I didn't have access to an instrument either - only college ruled paper and a pencil. I decided to write music that I knew would work, with harmony that I could understand from past experience, which for me meant writing in a style using Japanese Anime/JRPG music as a model. Because of that I was able to imagine how it would sound because I didn't do anything wild or outside of my knowledge. I felt inspired so I kept coming up with different tracks to an imaginary anime/videogame.

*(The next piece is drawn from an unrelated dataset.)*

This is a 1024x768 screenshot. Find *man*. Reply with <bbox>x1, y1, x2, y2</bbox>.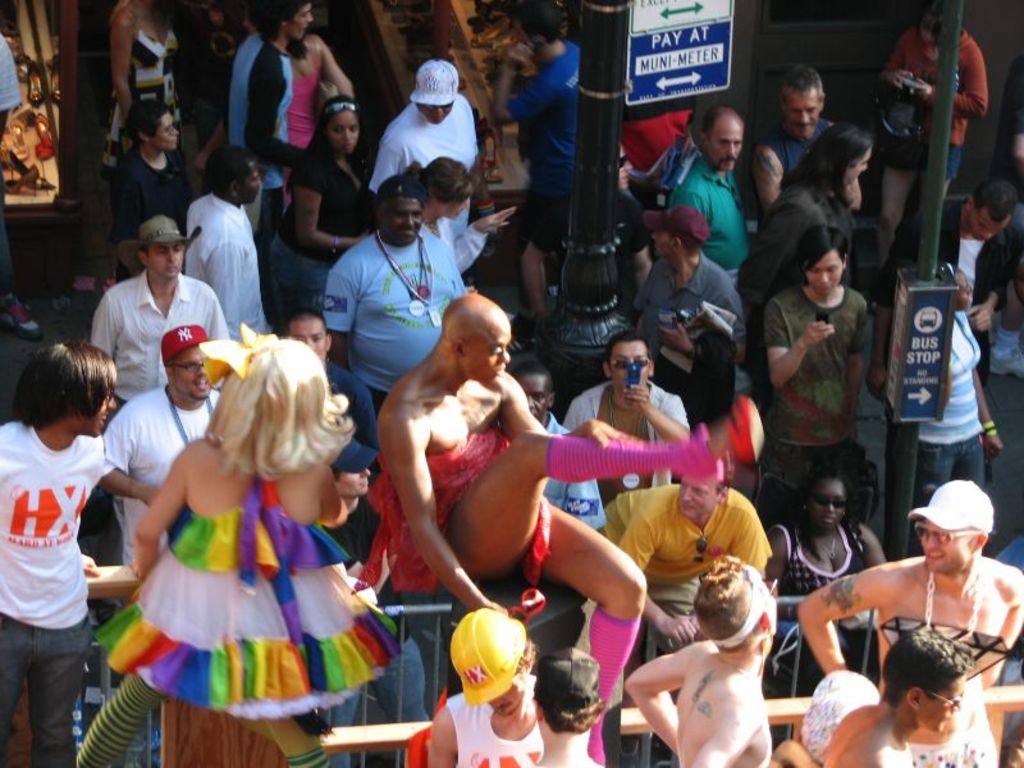
<bbox>319, 174, 467, 466</bbox>.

I just listened to the beginning and right away I was already analyzing the harmony and understanding how he got that dissonant/tragic sound at the beginning which to me is just a certain voicing of an E minor add 9 chord with the root omitted but implied from the first two melody notes. I love the crunchy sound he got from that chord. Then, the cello melody plays around with a melody that borrows the #11 from Lydian but still staying minor. There are some folk musics (especially in Poland) like the Mazurka, which like to sometimes use both the natural 4 and the #4 of the scale to give the music that folksy, mountainish feel. Some weapon dances also make use of this. Then, in measures 12, he uses an F# minor add 9 sonority instead, basically transposing the beginning up a step but voicing it an octave lower, the violin taking the folksy melody that the cello had before. That's how I would try to understand just the introduction of this piece (which I haven't yet listened to in its entirety). For me that would be helpful if I wanted to write something on the model of this piece in the future, or just to understand how those kind of chords/melodies sound the way they sound so I could get the same sound with different tonalities/melodies. The understanding that there's a half-step dissonance between the added 9th and the minor 3rd of these chords is inherent to my understanding of these chords.
Thanks for your post and I hope that at least some of that is helpful!